You have to go to the meeting. So that not everyone in the team has to go to meetings. You have to be the filter for information. You're in those meetings so that you learn stuff from the rest of the organization or from outside. The organization, your job is to filter through all our information and make sure other people know it to you. Are the umbrella for the team.
You don't want to distract the team, but you also do need to remember to feed on some of the valid information so that they feel like they're in the loop and that things don't take them by surprise. Not everyone is going to make a good leader. That doesn't mean that you're a bad person. It doesn't mean that you haven't grown. It doesn't mean that you haven't progressed. Sometimes you want to try leading, but it's a different set of skills, especially as an
engineer. If you're a great developer, you might not want to be a leader. It's not great in our environment because in our industry, we still tend to reward late leaders and managers with more money and more bonuses. We're not necessarily doing more. You might just want to keep paying the site engineer. More money, not encourage them into a leadership role. They might not have the skills for that, and it's fine. And I think that should be fine.
We shouldn't always be Poking, senior people up into senior positions, they might just be much more effective as an individual contributor. Thank you, for sharing your wisdom. So Trish, where can people find you online. I'm active on Twitter. Tricia underscore GE or Twitter. I do have a GitHub which is strategy. Arie launched my website. Trisha g.com. I'm Vlogging again. I haven't blocked for the longest time. So that's probably a good place to find me.
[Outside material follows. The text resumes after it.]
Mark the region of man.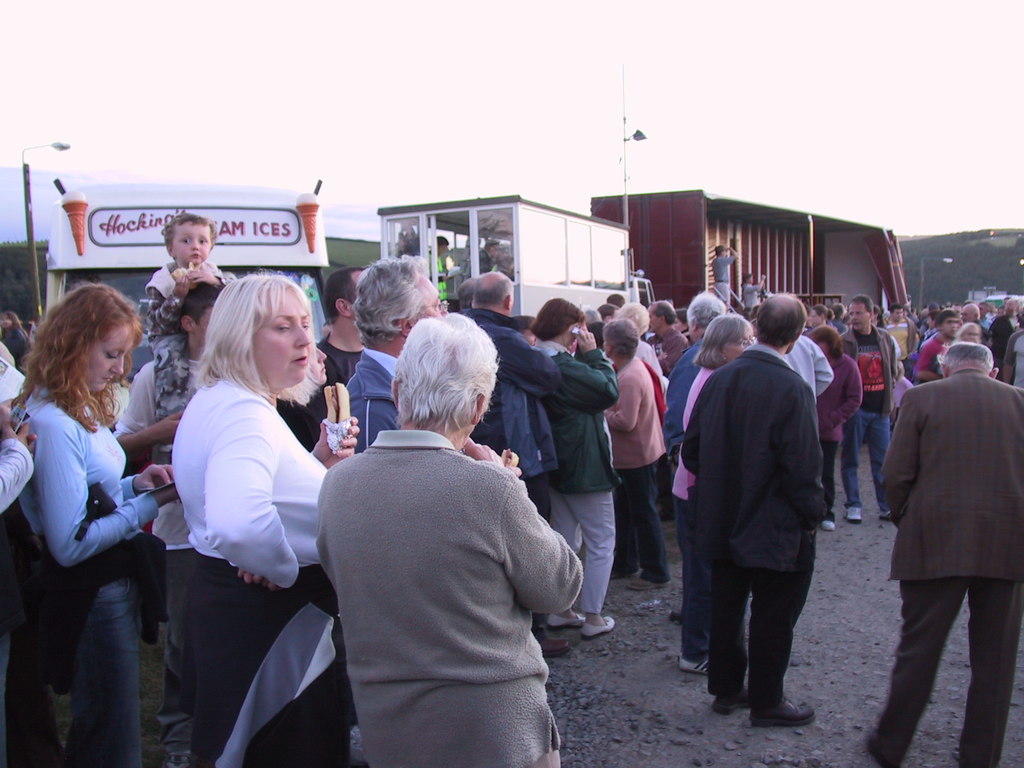
Region: 108, 285, 224, 767.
I'm usually at conferences, but not this year. Okay, so I'll make sure everyone check out all your Tweet, the website and all that. I'll put in the show notes. Thanks again, Trish for spending your time with us, but it's really great to see you. And also hearing from what you have learned and what you have been doing in the Java world. So, thanks again. Thanks very much for having me. It was really fun. Thank you for listening to this episode and for staying right till the end.